EMERYVILLE, Calif. — David Mas Masumoto called it a “parallel universe.” The Fresno, Calif.-based peach farmer and writer had thought he knew his world, but when his path converged with his thought-to-be dead aunt in 2010, he embarked on his deepest journey of reflection yet on history, shame and disability.
Masumoto’s latest memoir, “Secret Harvest: A Hidden Story of Separation and the Resilience of a Family Farm,” recounts the trauma his family faced during the wartime incarceration, while also attempting to piece together the life of Shizuko Sugimoto, his long-lost aunt. Illustrated with 34 hand-carved linoleum block prints by artist and historian Patricia Wakida, Masumoto writes poetic ruminations on his family history.
On April 8, Masumoto and Wakida presented the book and the artwork featured within it at J-Sei in Emeryville, Calif. for the book’s “Northern California launch.” The discussion, moderated by former TV news anchor Wendy Tokuda, delved into the process of the book’s creation. To Masumoto, this was a “complicated book” to work on because of the family secrets involved.
Sugimoto, Masumoto’s mother’s older sister, contracted meningitis when she was around five years old. Being from a poor Japanese American Buddhist family living in the rural Central Valley, Masumoto said his aunt was unable to get the medical attention she needed at the time and the illness left her intellectually disabled. While her body aged, Masumoto likened her mental capacity to that of a five-year-old.
The Sugimoto family eventually gave her up as a ward of the state when they were unsure how they would care for her while incarcerated at the Gila River concentration camp in Arizona.
Since thought to be dead, Masumoto was surprised to find out in 2010 that his aunt was in hospice care just miles from his farm in Fresno. She lived for another two years, and Masumoto began to re-examine his family’s memories.
“We had no photographs of Shizuko. There was no record. There’s no letters. So does that mean she didn’t exist? No, exactly the opposite,” Masumoto said. “So my quest, then, was to start using imagination to start reconstructing this history, which wasn’t how I was taught history. History is supposed to be done by dates and numbers, but, of course, who writes that history? Usually, it’s people in power, so that’s the recorded history we get, but there’s this whole unrecorded history that was vital to understand that emotional aspect of what our family history was like, what many of our histories are like.”
In examining what could be found about his aunt, and learning about who she was during the two years Masumoto got to spend time with her, he began to think about shame and disability. Just as Sugimoto had a mental disability, Masumoto said his Japanese American face was a disability. His racial background sent some 120,000 people to concentration camps during the war and the shame from that experience prevented his family from putting the name “Masumoto” on their boxes of fruit for decades until the 1990s.
“Was Shizuko strong? She was in her own way. She had learned in many ways how to act differently. For her, it was ‘normal.’ And that’s why there’s that phrase, wabisabi, the idea that things are imperfect, incomplete and never finished,” Masumoto said.
“Was Shizuko a mistake? No, absolutely not. She, I think, saw herself as not being disabled. It made me rethink the whole idea of disability in a different way,” he went on to say. “I want all of us to think about that inherited past that we have, and the generational trauma that we carry, … I like to call it the idea of the ‘baggage of history’ we carry with us. Baggage could mean
something heavy, but also could be who we are and who defines us in that sense too.”
Wakida had worked with Masumoto in the past, but he approached her to work on “Secret Harvests” around 2018. Initially, Masumoto had asked her for three prints, however that number grew to 34 by the time the book was completed. The Yonsei artist spent time on Masumoto’s farm, observing their grape harvest to make raisins and also studied various farm implements, including knives for cutting grape vines and bonnets worn by farm workers, as well as historical photos from the wartime incarceration. The cover image features a young Sugimoto wreathed by grape vines and wearing a sun bonnet.
“It took a lot of imagination on both of our parts to come up with some kind of imagery of Shizuko,” Wakida said. “A bigger challenge for me was to age her through time, without knowing who she was.”
Wakida’s art continues to be on display at J-Sei, 1285 66th St., Emeryville, Calif. through May 31. The gallery is open from 1 to 4 p.m. on Mondays through Fridays and by appointment on weekends.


_WHAT YOU ARE ASKED TO DO_.
Produce an exact copy of the lines from the line that contains "is (1244, 654)." to the end of the listing below.
• • • •
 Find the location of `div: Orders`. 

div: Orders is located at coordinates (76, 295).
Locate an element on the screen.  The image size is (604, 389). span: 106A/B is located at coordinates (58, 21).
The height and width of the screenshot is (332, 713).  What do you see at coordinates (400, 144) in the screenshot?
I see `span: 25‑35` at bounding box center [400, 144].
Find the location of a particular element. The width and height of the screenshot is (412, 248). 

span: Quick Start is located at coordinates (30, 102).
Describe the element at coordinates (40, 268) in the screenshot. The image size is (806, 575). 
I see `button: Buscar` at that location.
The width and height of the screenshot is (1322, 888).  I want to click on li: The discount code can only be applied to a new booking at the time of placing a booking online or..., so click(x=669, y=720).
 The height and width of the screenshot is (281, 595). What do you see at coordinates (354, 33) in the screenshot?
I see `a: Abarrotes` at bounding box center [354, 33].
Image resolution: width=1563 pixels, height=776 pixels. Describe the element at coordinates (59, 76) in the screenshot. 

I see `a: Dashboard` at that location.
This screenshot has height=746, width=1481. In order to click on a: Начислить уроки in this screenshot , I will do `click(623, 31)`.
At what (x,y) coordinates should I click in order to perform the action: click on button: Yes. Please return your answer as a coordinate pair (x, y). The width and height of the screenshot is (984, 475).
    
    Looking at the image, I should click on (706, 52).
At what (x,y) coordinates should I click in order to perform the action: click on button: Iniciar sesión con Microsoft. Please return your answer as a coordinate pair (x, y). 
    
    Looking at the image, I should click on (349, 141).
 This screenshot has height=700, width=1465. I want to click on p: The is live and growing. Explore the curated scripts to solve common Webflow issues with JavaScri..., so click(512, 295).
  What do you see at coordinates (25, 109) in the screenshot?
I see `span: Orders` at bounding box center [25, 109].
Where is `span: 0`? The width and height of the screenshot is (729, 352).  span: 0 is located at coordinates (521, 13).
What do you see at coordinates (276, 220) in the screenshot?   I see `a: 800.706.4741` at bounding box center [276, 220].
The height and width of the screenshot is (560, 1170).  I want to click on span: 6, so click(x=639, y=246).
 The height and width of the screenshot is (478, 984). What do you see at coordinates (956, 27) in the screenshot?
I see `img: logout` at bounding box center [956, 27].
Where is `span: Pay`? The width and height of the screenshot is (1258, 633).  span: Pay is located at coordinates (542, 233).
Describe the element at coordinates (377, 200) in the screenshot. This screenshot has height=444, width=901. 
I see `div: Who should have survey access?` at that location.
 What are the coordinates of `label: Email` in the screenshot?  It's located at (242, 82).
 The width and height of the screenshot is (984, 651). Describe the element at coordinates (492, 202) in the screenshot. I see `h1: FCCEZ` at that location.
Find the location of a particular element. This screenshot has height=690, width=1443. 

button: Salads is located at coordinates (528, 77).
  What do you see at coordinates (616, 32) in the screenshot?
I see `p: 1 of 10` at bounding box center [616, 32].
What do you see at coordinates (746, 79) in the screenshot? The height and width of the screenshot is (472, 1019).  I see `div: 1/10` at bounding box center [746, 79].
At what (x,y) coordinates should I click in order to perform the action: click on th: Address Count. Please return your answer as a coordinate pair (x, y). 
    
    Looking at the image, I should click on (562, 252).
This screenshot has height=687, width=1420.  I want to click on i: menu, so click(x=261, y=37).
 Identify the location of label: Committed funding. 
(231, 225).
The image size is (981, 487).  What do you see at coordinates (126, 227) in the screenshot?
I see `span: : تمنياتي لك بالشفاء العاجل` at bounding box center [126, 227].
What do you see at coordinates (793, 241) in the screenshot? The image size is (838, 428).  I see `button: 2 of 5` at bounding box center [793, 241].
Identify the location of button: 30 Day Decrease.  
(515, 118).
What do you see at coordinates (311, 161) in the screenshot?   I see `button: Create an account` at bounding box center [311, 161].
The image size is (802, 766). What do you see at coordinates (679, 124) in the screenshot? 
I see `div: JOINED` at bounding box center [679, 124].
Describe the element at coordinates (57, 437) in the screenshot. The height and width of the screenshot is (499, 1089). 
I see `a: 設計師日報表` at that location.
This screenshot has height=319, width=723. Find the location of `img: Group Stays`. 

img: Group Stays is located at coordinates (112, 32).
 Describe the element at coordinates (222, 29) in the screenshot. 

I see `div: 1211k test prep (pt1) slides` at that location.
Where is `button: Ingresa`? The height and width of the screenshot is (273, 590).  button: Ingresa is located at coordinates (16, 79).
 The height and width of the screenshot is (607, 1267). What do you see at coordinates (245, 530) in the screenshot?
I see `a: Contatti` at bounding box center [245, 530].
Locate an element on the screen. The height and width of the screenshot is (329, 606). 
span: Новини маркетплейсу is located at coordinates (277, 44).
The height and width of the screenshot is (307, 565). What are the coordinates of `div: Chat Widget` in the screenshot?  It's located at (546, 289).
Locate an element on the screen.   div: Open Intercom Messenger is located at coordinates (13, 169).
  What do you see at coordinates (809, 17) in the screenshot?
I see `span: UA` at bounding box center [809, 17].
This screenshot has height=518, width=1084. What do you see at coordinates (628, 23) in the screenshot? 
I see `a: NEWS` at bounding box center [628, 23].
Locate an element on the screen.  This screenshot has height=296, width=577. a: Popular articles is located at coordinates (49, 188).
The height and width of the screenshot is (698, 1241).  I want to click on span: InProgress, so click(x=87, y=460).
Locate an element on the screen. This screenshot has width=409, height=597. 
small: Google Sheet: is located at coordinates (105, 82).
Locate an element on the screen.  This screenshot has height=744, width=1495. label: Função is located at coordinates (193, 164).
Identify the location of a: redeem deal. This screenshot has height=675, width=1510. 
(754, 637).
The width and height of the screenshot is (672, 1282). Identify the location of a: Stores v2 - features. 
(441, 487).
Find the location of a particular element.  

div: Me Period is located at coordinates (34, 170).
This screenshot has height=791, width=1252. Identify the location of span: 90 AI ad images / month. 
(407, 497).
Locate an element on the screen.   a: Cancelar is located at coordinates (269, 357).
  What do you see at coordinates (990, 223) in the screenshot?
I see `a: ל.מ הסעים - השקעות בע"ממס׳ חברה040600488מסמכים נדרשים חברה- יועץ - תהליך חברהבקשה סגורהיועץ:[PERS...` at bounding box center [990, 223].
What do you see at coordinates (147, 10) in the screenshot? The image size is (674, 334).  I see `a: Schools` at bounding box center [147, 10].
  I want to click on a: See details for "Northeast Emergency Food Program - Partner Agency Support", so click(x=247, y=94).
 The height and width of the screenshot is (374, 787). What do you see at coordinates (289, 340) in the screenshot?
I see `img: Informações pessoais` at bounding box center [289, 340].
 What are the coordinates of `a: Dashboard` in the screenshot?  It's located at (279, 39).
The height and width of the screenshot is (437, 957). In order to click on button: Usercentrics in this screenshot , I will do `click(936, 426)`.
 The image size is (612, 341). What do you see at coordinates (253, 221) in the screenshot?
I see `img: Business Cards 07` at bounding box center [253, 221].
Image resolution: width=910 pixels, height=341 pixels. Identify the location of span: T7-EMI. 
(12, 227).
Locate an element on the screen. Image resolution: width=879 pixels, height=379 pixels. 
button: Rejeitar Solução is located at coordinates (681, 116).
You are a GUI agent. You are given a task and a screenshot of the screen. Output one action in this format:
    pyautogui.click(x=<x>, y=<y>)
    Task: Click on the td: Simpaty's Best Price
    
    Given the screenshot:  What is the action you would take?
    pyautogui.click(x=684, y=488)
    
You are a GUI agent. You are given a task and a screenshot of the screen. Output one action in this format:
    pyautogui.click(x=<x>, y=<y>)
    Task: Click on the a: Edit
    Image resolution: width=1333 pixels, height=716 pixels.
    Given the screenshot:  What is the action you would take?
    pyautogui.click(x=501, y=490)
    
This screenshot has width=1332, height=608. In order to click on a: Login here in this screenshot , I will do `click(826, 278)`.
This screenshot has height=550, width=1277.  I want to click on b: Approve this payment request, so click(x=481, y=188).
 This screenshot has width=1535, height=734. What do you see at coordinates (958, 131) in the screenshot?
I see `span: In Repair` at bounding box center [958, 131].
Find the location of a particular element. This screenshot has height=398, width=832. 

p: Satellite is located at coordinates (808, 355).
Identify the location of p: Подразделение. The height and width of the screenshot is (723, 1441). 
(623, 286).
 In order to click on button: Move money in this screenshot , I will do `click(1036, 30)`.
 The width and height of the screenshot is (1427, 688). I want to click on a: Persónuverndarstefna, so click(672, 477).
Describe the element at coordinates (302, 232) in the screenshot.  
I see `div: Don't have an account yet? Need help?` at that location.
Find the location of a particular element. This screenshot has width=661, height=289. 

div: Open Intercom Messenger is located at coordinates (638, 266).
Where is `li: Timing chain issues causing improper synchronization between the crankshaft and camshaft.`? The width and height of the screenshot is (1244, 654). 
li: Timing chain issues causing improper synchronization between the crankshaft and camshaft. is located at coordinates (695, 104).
• • • •
_SOLUTION TO THE PROBLEM_.
Where is `li: Timing chain issues causing improper synchronization between the crankshaft and camshaft.`? The width and height of the screenshot is (1244, 654). 
li: Timing chain issues causing improper synchronization between the crankshaft and camshaft. is located at coordinates (695, 104).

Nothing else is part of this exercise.